Apu Kapadia—Biography

Picture of Apu

Apu Kapadia is a Professor of Computer Science at the Luddy School of Informatics, Computing, and Engineering, Indiana University Bloomington. He received his Ph.D. in Computer Science from the University of Illinois at Urbana-Champaign in October 2005. For his dissertation research on trustworthy communication, he received a four-year High-Performance Computer Science Fellowship from the Department of Energy. Following his doctorate, he joined Dartmouth College as a Post-Doctoral Research Fellow with the Institute for Security Technology Studies (ISTS), and then as a Member of Technical Staff at MIT Lincoln Laboratory.

Apu Kapadia is interested in topics related to computer security and privacy. He is particularly interested in usable security and HCI; pervasive computing in the context of cameras, wearables, and IoT; and accountable anonymity. For his work on accountable anonymity, two of his papers were named as 'Runners-up for PET Award 2009: Outstanding Research in Privacy Enhancing Technologies', and his recent work on detecting bystanders in photos received a CNIL-INRIA 2020 Privacy Protection runner-up prize. He has also received honorable mentions at ACM CHI 2016 and Pervasive Computing in 2007 for his work on usable security.

Apu Kapadia has received several NSF grants, including an NSF CAREER award in 2013, and two Google Research Awards in 2014 and 2020. He was a recipient of the Indiana University Trustees Teaching Award in 2013, the Dr. James E. Mumford Excellence in Extraordinary Teaching Award in 2021, and the Distinguished Alumni Educator Award from the Department of Computer Science at the University of Illinois at Urbana-Champaign in 2015. For the years 2015 and 2016, he was Program Co-Chair of the Privacy Enhancing Technologies Symposium (PETS) and Co-Editor-in-Chief of the associated journal Proceedings on Privacy Enhancing Technologies (PoPETs). In 2020 and 2021 he was Sub-Committee Co-Chair for Privacy & Security at the ACM CHI Conference. He is currently the General Chair of the Symposium on Usable Privacy and Security (2022-2024).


**What to work on:**
When copying the entries below, leave out every picture and keep the rest exact.

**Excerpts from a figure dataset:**
__________________________________________________
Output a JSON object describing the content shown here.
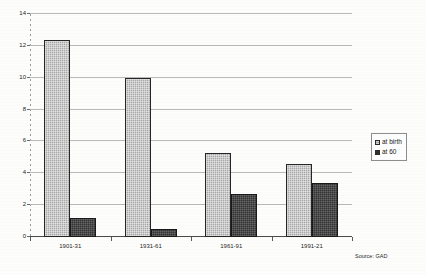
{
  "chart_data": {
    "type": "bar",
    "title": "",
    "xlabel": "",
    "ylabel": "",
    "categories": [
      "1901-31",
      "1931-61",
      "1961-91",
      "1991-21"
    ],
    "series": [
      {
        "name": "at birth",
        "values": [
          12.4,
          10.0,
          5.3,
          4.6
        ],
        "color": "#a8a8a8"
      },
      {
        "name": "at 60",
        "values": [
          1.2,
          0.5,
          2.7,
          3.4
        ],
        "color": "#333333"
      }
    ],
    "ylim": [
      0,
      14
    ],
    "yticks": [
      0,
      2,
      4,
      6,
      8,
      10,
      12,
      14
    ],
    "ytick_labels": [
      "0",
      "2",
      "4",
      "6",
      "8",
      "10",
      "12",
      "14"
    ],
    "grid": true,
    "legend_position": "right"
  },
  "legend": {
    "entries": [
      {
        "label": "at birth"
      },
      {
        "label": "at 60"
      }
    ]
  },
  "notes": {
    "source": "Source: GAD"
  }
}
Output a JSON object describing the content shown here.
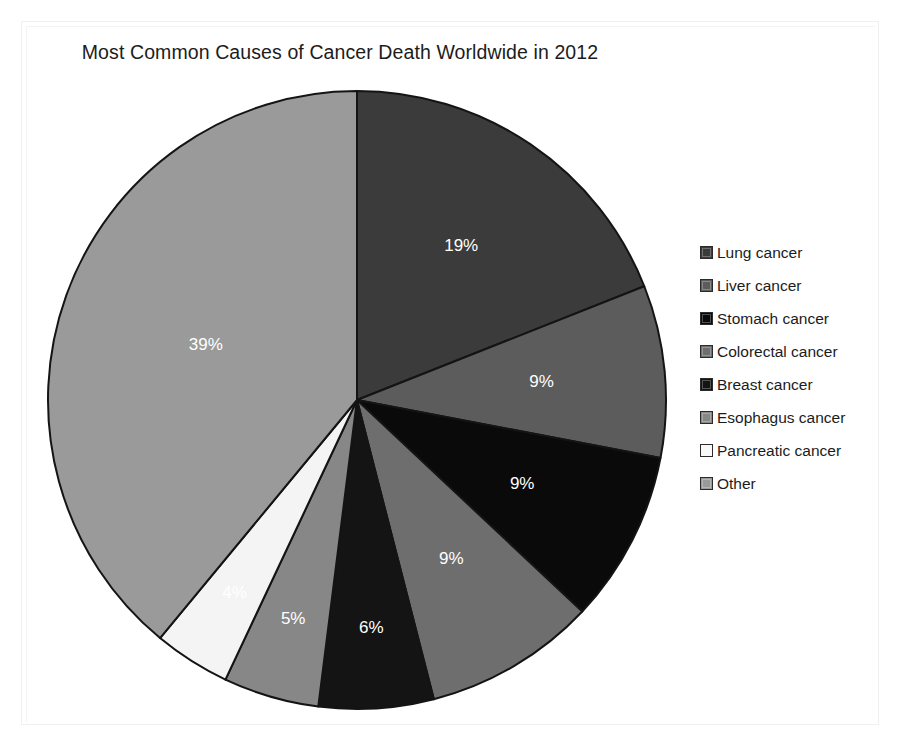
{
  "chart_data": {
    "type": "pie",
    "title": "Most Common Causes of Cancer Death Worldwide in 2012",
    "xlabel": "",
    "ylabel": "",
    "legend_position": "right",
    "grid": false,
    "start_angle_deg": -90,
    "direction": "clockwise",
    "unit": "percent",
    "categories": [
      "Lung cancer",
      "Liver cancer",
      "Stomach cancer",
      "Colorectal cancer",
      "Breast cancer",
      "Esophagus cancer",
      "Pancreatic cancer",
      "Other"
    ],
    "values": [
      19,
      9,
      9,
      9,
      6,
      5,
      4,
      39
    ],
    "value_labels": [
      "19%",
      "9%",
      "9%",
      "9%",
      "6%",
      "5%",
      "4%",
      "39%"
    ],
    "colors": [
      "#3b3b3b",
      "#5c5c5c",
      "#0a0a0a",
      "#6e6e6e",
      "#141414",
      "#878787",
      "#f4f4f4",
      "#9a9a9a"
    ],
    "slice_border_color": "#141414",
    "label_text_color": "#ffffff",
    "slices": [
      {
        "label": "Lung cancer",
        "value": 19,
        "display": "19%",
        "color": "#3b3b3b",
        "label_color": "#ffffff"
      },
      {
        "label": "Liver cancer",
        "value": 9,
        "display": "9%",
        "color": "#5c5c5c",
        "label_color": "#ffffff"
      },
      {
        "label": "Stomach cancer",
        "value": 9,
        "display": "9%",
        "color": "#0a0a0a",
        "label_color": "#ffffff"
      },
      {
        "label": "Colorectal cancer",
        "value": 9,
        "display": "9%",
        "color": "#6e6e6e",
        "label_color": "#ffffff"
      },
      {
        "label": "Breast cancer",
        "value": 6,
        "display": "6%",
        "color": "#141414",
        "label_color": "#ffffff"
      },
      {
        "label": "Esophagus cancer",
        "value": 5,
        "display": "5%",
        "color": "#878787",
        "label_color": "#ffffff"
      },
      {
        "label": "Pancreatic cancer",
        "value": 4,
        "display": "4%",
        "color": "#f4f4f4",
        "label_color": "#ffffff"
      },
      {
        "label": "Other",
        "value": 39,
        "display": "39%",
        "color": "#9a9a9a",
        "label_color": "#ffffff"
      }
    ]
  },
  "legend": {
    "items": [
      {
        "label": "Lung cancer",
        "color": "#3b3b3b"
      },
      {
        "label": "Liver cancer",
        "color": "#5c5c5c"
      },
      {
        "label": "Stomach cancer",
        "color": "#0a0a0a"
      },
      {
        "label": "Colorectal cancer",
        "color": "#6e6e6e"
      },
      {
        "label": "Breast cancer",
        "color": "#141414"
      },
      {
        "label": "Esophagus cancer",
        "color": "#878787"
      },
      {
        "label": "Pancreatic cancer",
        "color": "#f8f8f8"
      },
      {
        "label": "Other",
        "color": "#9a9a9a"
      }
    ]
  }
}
__________________________________________________
**Final answer:**
Output a JSON object describing the content shown here.
{
  "chart_data": {
    "type": "bar",
    "title": "",
    "xlabel": "",
    "ylabel": "",
    "categories": [
      "1901-31",
      "1931-61",
      "1961-91",
      "1991-21"
    ],
    "series": [
      {
        "name": "at birth",
        "values": [
          12.4,
          10.0,
          5.3,
          4.6
        ],
        "color": "#a8a8a8"
      },
      {
        "name": "at 60",
        "values": [
          1.2,
          0.5,
          2.7,
          3.4
        ],
        "color": "#333333"
      }
    ],
    "ylim": [
      0,
      14
    ],
    "yticks": [
      0,
      2,
      4,
      6,
      8,
      10,
      12,
      14
    ],
    "ytick_labels": [
      "0",
      "2",
      "4",
      "6",
      "8",
      "10",
      "12",
      "14"
    ],
    "grid": true,
    "legend_position": "right"
  },
  "legend": {
    "entries": [
      {
        "label": "at birth"
      },
      {
        "label": "at 60"
      }
    ]
  },
  "notes": {
    "source": "Source: GAD"
  }
}
Output a JSON object describing the content shown here.
{
  "chart_data": {
    "type": "pie",
    "title": "Most Common Causes of Cancer Death Worldwide in 2012",
    "xlabel": "",
    "ylabel": "",
    "legend_position": "right",
    "grid": false,
    "start_angle_deg": -90,
    "direction": "clockwise",
    "unit": "percent",
    "categories": [
      "Lung cancer",
      "Liver cancer",
      "Stomach cancer",
      "Colorectal cancer",
      "Breast cancer",
      "Esophagus cancer",
      "Pancreatic cancer",
      "Other"
    ],
    "values": [
      19,
      9,
      9,
      9,
      6,
      5,
      4,
      39
    ],
    "value_labels": [
      "19%",
      "9%",
      "9%",
      "9%",
      "6%",
      "5%",
      "4%",
      "39%"
    ],
    "colors": [
      "#3b3b3b",
      "#5c5c5c",
      "#0a0a0a",
      "#6e6e6e",
      "#141414",
      "#878787",
      "#f4f4f4",
      "#9a9a9a"
    ],
    "slice_border_color": "#141414",
    "label_text_color": "#ffffff",
    "slices": [
      {
        "label": "Lung cancer",
        "value": 19,
        "display": "19%",
        "color": "#3b3b3b",
        "label_color": "#ffffff"
      },
      {
        "label": "Liver cancer",
        "value": 9,
        "display": "9%",
        "color": "#5c5c5c",
        "label_color": "#ffffff"
      },
      {
        "label": "Stomach cancer",
        "value": 9,
        "display": "9%",
        "color": "#0a0a0a",
        "label_color": "#ffffff"
      },
      {
        "label": "Colorectal cancer",
        "value": 9,
        "display": "9%",
        "color": "#6e6e6e",
        "label_color": "#ffffff"
      },
      {
        "label": "Breast cancer",
        "value": 6,
        "display": "6%",
        "color": "#141414",
        "label_color": "#ffffff"
      },
      {
        "label": "Esophagus cancer",
        "value": 5,
        "display": "5%",
        "color": "#878787",
        "label_color": "#ffffff"
      },
      {
        "label": "Pancreatic cancer",
        "value": 4,
        "display": "4%",
        "color": "#f4f4f4",
        "label_color": "#ffffff"
      },
      {
        "label": "Other",
        "value": 39,
        "display": "39%",
        "color": "#9a9a9a",
        "label_color": "#ffffff"
      }
    ]
  },
  "legend": {
    "items": [
      {
        "label": "Lung cancer",
        "color": "#3b3b3b"
      },
      {
        "label": "Liver cancer",
        "color": "#5c5c5c"
      },
      {
        "label": "Stomach cancer",
        "color": "#0a0a0a"
      },
      {
        "label": "Colorectal cancer",
        "color": "#6e6e6e"
      },
      {
        "label": "Breast cancer",
        "color": "#141414"
      },
      {
        "label": "Esophagus cancer",
        "color": "#878787"
      },
      {
        "label": "Pancreatic cancer",
        "color": "#f8f8f8"
      },
      {
        "label": "Other",
        "color": "#9a9a9a"
      }
    ]
  }
}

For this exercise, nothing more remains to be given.